MULHERES NA LITERATURA LATINO-AMERICANA
O INVISÍVEL TAMBÉM TEM COR
DOI:
https://doi.org/10.22456/2238-8915.125549Abstract
This study aims to highlight female invisibility in the field of Latin American literature, emphasizing the invisibility of black women. For this, the decolonial perspective will be used, with its consequences of decolonial feminism, as the processes of sexualization and racialization originated with the European invasions will be considered. Access to education is also a relevant aspect of invisibility. Among several Latin American writers mapped since the 1600s, we chose to highlight the first black novelist in Latin America and, therefore, in Brazil, whose novel Úrsula can be considered one of the founding works of Afro-Brazilian literature. This is Maria Firmina dos Reis.

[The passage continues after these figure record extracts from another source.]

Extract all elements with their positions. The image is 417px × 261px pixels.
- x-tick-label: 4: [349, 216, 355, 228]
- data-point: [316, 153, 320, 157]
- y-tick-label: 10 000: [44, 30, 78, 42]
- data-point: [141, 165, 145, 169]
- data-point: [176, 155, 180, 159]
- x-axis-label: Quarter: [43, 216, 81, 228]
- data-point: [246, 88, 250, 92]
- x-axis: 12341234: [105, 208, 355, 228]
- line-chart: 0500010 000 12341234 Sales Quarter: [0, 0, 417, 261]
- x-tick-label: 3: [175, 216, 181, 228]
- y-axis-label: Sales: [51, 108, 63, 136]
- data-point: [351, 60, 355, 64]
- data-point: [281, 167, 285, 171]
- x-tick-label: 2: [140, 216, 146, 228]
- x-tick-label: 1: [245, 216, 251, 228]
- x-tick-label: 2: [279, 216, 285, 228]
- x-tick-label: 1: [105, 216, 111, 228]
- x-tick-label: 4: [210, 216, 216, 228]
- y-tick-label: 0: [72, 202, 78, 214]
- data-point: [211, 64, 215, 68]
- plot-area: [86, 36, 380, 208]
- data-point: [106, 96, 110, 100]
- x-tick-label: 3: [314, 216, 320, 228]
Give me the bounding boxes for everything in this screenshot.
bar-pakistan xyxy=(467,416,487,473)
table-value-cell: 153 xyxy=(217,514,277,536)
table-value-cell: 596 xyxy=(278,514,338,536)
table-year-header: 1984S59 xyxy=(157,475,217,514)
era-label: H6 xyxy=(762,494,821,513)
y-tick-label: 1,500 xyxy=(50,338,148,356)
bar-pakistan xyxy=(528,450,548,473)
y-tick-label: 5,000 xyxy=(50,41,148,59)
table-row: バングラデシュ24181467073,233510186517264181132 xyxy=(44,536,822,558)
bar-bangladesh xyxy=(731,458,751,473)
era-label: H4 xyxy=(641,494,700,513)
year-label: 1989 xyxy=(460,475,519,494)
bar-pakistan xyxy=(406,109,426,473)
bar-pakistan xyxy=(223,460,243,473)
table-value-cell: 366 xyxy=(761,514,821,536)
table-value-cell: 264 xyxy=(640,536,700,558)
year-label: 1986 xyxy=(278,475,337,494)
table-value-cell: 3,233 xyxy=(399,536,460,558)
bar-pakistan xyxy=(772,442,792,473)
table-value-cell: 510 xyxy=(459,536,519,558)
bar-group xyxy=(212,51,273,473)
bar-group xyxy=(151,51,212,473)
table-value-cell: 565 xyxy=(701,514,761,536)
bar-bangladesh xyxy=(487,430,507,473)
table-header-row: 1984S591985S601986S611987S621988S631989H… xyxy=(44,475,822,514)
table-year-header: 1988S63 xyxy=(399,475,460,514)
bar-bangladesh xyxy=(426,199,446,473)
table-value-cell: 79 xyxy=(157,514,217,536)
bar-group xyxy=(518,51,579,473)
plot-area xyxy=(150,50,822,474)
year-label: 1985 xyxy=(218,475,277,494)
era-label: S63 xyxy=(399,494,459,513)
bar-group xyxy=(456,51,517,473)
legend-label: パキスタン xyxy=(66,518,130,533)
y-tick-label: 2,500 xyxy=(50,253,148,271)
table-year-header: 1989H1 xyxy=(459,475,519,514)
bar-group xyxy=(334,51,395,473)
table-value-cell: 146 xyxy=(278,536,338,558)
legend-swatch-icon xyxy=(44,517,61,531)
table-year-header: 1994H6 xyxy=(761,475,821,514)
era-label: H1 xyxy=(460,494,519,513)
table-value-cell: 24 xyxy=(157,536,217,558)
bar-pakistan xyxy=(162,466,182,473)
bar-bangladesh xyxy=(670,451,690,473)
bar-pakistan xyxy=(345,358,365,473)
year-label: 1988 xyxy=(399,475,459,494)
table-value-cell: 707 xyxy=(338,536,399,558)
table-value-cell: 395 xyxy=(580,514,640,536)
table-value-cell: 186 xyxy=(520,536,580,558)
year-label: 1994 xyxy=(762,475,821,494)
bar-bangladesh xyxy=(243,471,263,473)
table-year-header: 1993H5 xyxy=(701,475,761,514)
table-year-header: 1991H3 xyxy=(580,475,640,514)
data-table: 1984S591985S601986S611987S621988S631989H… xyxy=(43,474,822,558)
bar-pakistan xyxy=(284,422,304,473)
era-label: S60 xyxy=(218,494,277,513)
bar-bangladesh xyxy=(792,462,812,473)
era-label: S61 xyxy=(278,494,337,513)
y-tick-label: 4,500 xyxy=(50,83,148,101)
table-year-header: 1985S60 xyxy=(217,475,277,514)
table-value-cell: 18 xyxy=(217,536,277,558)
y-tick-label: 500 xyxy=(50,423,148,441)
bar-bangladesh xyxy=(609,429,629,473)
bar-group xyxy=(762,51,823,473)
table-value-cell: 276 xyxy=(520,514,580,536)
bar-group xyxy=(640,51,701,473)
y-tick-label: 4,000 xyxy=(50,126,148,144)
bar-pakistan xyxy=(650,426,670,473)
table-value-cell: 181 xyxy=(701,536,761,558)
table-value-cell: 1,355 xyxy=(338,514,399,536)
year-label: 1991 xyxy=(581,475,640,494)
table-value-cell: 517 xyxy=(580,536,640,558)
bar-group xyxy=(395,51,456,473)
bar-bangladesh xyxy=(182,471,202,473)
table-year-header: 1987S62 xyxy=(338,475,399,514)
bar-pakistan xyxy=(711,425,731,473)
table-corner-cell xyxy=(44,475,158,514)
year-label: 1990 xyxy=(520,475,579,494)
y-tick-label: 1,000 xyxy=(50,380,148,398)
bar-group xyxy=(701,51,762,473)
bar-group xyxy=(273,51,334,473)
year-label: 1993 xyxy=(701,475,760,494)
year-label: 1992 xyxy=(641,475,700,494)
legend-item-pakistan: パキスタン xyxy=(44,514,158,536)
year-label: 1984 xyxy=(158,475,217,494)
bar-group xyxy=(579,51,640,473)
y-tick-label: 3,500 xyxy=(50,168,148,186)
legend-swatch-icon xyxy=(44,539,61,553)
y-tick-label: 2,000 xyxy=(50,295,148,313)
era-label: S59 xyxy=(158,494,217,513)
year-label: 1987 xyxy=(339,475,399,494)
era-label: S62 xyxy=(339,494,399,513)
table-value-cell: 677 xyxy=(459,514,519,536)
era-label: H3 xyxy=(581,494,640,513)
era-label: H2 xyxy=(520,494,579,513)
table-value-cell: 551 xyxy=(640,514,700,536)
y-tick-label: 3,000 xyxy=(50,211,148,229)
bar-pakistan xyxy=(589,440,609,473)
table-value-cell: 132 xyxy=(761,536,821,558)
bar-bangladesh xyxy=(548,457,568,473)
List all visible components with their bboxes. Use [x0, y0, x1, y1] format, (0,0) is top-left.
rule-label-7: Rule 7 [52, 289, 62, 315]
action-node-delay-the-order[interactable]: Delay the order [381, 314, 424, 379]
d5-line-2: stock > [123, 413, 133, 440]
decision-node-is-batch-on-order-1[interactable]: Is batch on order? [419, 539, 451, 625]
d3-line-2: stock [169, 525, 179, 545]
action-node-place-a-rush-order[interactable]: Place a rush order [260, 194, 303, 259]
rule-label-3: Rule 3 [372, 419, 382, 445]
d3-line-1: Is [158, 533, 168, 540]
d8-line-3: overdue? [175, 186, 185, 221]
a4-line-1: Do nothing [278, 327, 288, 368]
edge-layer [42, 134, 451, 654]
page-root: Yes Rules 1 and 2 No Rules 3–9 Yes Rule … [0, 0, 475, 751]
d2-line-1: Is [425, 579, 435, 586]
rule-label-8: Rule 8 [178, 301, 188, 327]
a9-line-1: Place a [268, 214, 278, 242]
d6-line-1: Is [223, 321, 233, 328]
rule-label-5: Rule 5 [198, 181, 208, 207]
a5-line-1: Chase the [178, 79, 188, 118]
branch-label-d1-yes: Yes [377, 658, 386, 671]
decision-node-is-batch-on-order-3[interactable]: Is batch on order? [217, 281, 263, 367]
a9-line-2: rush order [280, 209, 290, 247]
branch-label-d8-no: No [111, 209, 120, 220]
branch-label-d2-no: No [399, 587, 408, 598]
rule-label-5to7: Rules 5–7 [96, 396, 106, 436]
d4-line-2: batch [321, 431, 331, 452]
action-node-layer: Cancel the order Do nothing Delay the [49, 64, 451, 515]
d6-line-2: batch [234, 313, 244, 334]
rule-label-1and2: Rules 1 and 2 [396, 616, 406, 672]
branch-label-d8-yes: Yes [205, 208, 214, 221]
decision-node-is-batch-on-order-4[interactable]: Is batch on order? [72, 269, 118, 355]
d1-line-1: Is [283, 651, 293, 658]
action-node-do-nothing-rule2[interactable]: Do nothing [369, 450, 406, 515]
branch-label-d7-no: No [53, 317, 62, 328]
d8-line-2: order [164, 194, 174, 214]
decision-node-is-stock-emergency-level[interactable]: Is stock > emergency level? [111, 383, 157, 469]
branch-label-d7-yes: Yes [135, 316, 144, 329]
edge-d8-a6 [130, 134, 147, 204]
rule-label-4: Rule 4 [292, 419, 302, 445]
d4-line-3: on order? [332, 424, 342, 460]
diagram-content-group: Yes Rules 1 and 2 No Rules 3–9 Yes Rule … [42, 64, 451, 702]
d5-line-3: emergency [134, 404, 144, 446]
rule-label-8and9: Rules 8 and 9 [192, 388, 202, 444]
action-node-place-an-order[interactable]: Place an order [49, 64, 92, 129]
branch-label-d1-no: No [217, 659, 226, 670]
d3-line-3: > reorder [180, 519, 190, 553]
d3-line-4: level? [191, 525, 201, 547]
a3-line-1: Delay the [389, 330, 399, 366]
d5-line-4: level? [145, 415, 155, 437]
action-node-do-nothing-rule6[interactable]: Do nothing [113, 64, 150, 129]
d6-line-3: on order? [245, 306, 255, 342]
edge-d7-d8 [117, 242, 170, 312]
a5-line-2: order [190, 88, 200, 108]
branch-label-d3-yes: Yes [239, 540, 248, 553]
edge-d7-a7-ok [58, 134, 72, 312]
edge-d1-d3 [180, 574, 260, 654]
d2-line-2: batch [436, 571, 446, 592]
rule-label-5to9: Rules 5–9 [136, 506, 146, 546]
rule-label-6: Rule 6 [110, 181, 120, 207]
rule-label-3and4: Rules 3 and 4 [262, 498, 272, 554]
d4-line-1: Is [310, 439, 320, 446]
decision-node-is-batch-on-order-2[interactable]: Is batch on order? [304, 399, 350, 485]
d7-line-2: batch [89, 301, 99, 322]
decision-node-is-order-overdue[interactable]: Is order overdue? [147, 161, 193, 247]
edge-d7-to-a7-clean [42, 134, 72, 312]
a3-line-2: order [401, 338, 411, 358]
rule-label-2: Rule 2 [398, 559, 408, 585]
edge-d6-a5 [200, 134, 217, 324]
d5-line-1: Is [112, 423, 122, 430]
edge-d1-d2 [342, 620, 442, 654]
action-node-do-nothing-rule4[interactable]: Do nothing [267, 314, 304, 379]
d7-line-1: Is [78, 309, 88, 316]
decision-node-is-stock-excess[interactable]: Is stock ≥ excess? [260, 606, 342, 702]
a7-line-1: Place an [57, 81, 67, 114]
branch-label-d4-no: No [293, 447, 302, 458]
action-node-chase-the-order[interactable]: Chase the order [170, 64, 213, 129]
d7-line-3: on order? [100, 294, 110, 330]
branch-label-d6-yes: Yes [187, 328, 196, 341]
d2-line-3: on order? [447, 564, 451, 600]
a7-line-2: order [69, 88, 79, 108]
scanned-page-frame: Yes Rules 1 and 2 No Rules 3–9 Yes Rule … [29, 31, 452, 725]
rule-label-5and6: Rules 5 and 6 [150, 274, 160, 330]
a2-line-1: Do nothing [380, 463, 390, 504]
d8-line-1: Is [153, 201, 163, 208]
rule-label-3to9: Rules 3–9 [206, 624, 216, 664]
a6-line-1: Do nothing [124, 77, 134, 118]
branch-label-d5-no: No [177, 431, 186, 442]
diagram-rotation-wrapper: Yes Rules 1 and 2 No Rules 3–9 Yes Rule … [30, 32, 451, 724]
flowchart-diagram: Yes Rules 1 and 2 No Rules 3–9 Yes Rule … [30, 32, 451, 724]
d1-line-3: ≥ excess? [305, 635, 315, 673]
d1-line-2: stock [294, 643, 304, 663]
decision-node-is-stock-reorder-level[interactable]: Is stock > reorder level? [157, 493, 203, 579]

The study considered four of his works: Úrsula, A escrava, Gupeva and Cantos à beira mar, and it is possible to verify that her production, in addition to promoting the protagonism of enslaved black characters, brings other relevant aspects to literature and society, relationships patriarchal and racial. Therefore, it is possible to say that the invisible also has color, because even though historically white women have also suffered and are undergoing processes of invisibility, black women and other women of color face greater difficulties and end up being even more invisible in society and in literature.